CategoryAI / Stripe experiment
StackNext.js 14 on Vercel
GenerationOpenAI image API
PaymentsStripe one-time, $2.99
Build timeweekend experiment
MonetizationCSS watermark overlay that lifts on paid unlock
the story
RushmoreMe is the smallest, silliest project on this list, and on purpose. Upload a photo of a face. Get a Mount Rushmore image with that face carved into the mountain. Pay $2.99 to lift the watermark. That is the whole product.
The point of building it was not the novelty — it was proving a reusable pattern: a one-shot AI generation product with a one-shot payment, deployed in a weekend, with a monetization mechanic simple enough to explain in one sentence. The CSS watermark overlay is key to the pattern. Instead of a full gate, the user sees the image immediately, the watermark is obvious, and paying lifts it. Low friction, high intent.
It was built in collaboration with Claude — scoped, planned, implemented, and iterated as a prompt-engineered fast-ship exercise. The result is currently live at rushmoreme.com, running on Next.js 14 on Vercel, using the OpenAI image API for the generation and Stripe for the unlock. Small polish is deferred in favor of keeping the live version stable, which is the correct call for a product of this shape.
Apr 2026 · Preview pipeline
Shipped a watermarked low-res preview path that markets itself
The first-pass image now ships as a shareable low-res preview with a built-in watermark, and the watermark scales to match each generator's aspect ratio. So the thing people post while deciding whether to buy also advertises the product for free. That is the correct kind of vanity.
Apr 2026 · Delivery model
Switched to generate once, then unlock the exact same HD image
The original high-res file now gets stashed in Vercel Blob and unlocked after verified Stripe payment. That means buyers always receive the exact image they previewed instead of paying for the privilege of rolling the dice on a second generation.
Apr 2026 · Session recovery
Users can now pick up where they left off
localStorage persistence plus a “Pick up where you left off” card means back button chaos, refreshes, and tab closes no longer kill the result. Only a brand-new generation clears the old one, which is how this should have worked from the start.
Apr 2026 · Joke density
Built real generator variety instead of one joke wearing six hats
RushmoreMe now has per-generator aspect ratios and 32 hand-written variants across six styles like Vogue, GQ, Tabloid, Old West, and 80s VHS. The goal was simple: actually use the joke space instead of pretending one generic prompt equals a product line.
Apr 2026 · Vision preflight
Bad uploads get rejected before they burn a real image call
A lightweight vision preflight now classifies the uploaded photo, blocks obvious bad inputs, suggests the best variant, and surfaces friendly framing/orientation warnings. Better UX and cheaper ops in one move, which is my favorite kind.
Apr 2026 · Offer ladder
Added a multi-variant pass, speed pass, and day pass
The monetization path is no longer just “buy one image or leave.” There is now a $0.99 three-option pass, a $1.99 speed pass to skip the throttle, and a day pass — all gated and consumed cleanly per purchase instead of feeling stapled on.
Apr 2026 · Free-to-paid
The free cap now behaves like a product, not a tantrum
RushmoreMe now enforces a hard three-per-24h free cap using both cookies and localStorage, with an invisible counter, a friendlier wall, and a discounted returning-buyer day-pass upsell. It still limits abuse, but it does it without acting weird about it.
Apr 2026 · Error UX
Replaced “Something went wrong” with honest moderation explanations
The app now uses preflight context to explain false-positive moderation failures like a human instead of hiding behind a generic shrug. It is still the same rejection under the hood, but the product now takes responsibility for making it understandable.
Apr 2026 · Root-cause fix
Fixed the real upload bug instead of adding more superstition
The actual issue turned out to be JPEG bytes getting sent with a PNG MIME type. Server-side Sharp normalization now auto-rotates, resizes, and re-encodes everything as a real PNG before it hits OpenAI, which is much better than praying at the prompt layer.
Apr 2026 · Model quality
Closed the “why doesn’t this look like ChatGPT?” gap
Adding input_fidelity: "high" plus a much tighter preserve/change/constraints prompt closed a surprising amount of the quality gap while keeping face fidelity intact. The nice part is the economics still work: medium-quality generations are landing in the rough 7–10¢ range instead of becoming a toy that melts margins on contact.
Biggest highlights:
- face fidelity got materially better without turning the output into a generic filter
- prompting became much more explicit about what must stay vs what can change
- per-generation cost stayed low enough to support a real consumer offer ladder
Mar 2026 · Shipped
RushmoreMe is live at rushmoreme.com
Upload a face, get Mount Rushmore, pay $2.99 to lift the watermark. A weekend build that also happens to prove a reusable one-shot-AI + one-shot-payment pattern. Next.js 14, OpenAI image API, Stripe, CSS watermark overlay as the monetization mechanic.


- Task prompt -
Keep the wording of the records intact as you retype them, and omit every image.

- Data excerpts -
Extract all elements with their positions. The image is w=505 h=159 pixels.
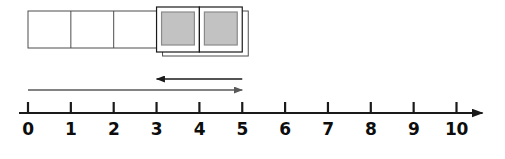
tick-label-5: 5 bbox=[236, 120, 248, 138]
tick-label-3: 3 bbox=[151, 120, 163, 138]
tick-label-4: 4 bbox=[194, 120, 206, 138]
shaded-block-fill bbox=[204, 12, 237, 45]
unit-block-strip bbox=[28, 11, 157, 48]
tick-label-9: 9 bbox=[408, 120, 420, 138]
tick-label-1: 1 bbox=[65, 120, 77, 138]
number-line-diagram: 012345678910 bbox=[0, 0, 505, 159]
tick-label-2: 2 bbox=[108, 120, 120, 138]
tick-label-10: 10 bbox=[445, 120, 468, 138]
tick-label-8: 8 bbox=[365, 120, 377, 138]
tick-label-0: 0 bbox=[22, 120, 34, 138]
tick-label-6: 6 bbox=[279, 120, 291, 138]
shaded-block-fill bbox=[162, 12, 195, 45]
tick-label-7: 7 bbox=[322, 120, 334, 138]
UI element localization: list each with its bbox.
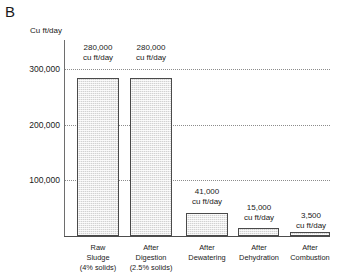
bar-after-combustion	[290, 232, 330, 236]
value-label-after-dewatering: 41,000 cu ft/day	[177, 187, 237, 207]
value-unit: cu ft/day	[177, 197, 237, 207]
value-label-after-digestion: 280,000 cu ft/day	[121, 43, 181, 63]
value-unit: cu ft/day	[121, 53, 181, 63]
value-label-after-dehydration: 15,000 cu ft/day	[229, 203, 289, 223]
y-axis-line	[64, 40, 65, 236]
value-number: 41,000	[177, 187, 237, 197]
value-unit: cu ft/day	[281, 221, 341, 231]
category-line: (2.5% solids)	[116, 263, 186, 273]
value-number: 280,000	[68, 43, 128, 53]
bar-raw-sludge	[77, 78, 119, 236]
value-unit: cu ft/day	[229, 213, 289, 223]
value-number: 15,000	[229, 203, 289, 213]
category-line: After	[275, 243, 345, 253]
gridline-300000	[64, 69, 330, 70]
bar-after-dehydration	[238, 228, 279, 236]
value-label-raw-sludge: 280,000 cu ft/day	[68, 43, 128, 63]
value-number: 280,000	[121, 43, 181, 53]
value-unit: cu ft/day	[68, 53, 128, 63]
bar-chart-figure: B Cu ft/day 300,000 200,000 100,000 280,…	[0, 0, 346, 274]
value-label-after-combustion: 3,500 cu ft/day	[281, 211, 341, 231]
y-tick-label-100000: 100,000	[4, 176, 60, 185]
y-axis-caption: Cu ft/day	[30, 27, 62, 35]
category-line: Combustion	[275, 253, 345, 263]
panel-label: B	[5, 4, 15, 19]
y-tick-label-200000: 200,000	[4, 121, 60, 130]
y-tick-label-300000: 300,000	[4, 65, 60, 74]
value-number: 3,500	[281, 211, 341, 221]
bar-after-digestion	[130, 78, 172, 236]
bar-after-dewatering	[186, 213, 228, 236]
category-label-after-combustion: After Combustion	[275, 243, 345, 263]
x-axis-baseline	[64, 236, 330, 237]
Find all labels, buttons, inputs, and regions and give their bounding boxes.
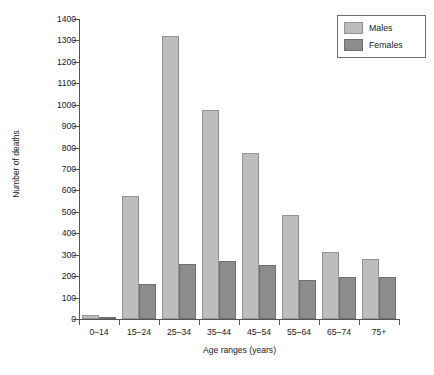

- Output below -
Extract all elements with their positions. The image is w=505 h=159 pixels.
tick-label-5: 5 bbox=[236, 120, 248, 138]
tick-label-3: 3 bbox=[151, 120, 163, 138]
tick-label-4: 4 bbox=[194, 120, 206, 138]
shaded-block-fill bbox=[204, 12, 237, 45]
unit-block-strip bbox=[28, 11, 157, 48]
tick-label-9: 9 bbox=[408, 120, 420, 138]
tick-label-1: 1 bbox=[65, 120, 77, 138]
number-line-diagram: 012345678910 bbox=[0, 0, 505, 159]
tick-label-2: 2 bbox=[108, 120, 120, 138]
tick-label-10: 10 bbox=[445, 120, 468, 138]
tick-label-8: 8 bbox=[365, 120, 377, 138]
tick-label-0: 0 bbox=[22, 120, 34, 138]
tick-label-6: 6 bbox=[279, 120, 291, 138]
shaded-block-fill bbox=[162, 12, 195, 45]
tick-label-7: 7 bbox=[322, 120, 334, 138]
UI element localization: list each with its bbox.
bar-after-combustion	[290, 232, 330, 236]
value-label-after-dewatering: 41,000 cu ft/day	[177, 187, 237, 207]
value-unit: cu ft/day	[177, 197, 237, 207]
value-label-after-digestion: 280,000 cu ft/day	[121, 43, 181, 63]
value-unit: cu ft/day	[121, 53, 181, 63]
value-label-after-dehydration: 15,000 cu ft/day	[229, 203, 289, 223]
y-axis-line	[64, 40, 65, 236]
value-number: 41,000	[177, 187, 237, 197]
value-unit: cu ft/day	[281, 221, 341, 231]
category-line: (2.5% solids)	[116, 263, 186, 273]
value-number: 280,000	[68, 43, 128, 53]
bar-raw-sludge	[77, 78, 119, 236]
value-unit: cu ft/day	[229, 213, 289, 223]
value-number: 15,000	[229, 203, 289, 213]
category-line: After	[275, 243, 345, 253]
gridline-300000	[64, 69, 330, 70]
bar-after-dehydration	[238, 228, 279, 236]
value-label-raw-sludge: 280,000 cu ft/day	[68, 43, 128, 63]
value-number: 280,000	[121, 43, 181, 53]
value-unit: cu ft/day	[68, 53, 128, 63]
bar-chart-figure: B Cu ft/day 300,000 200,000 100,000 280,…	[0, 0, 346, 274]
value-label-after-combustion: 3,500 cu ft/day	[281, 211, 341, 231]
y-tick-label-100000: 100,000	[4, 176, 60, 185]
y-axis-caption: Cu ft/day	[30, 27, 62, 35]
category-line: Combustion	[275, 253, 345, 263]
panel-label: B	[5, 4, 15, 19]
y-tick-label-200000: 200,000	[4, 121, 60, 130]
y-tick-label-300000: 300,000	[4, 65, 60, 74]
value-number: 3,500	[281, 211, 341, 221]
bar-after-digestion	[130, 78, 172, 236]
bar-after-dewatering	[186, 213, 228, 236]
category-label-after-combustion: After Combustion	[275, 243, 345, 263]
x-axis-baseline	[64, 236, 330, 237]
Find all labels, buttons, inputs, and regions and give their bounding boxes.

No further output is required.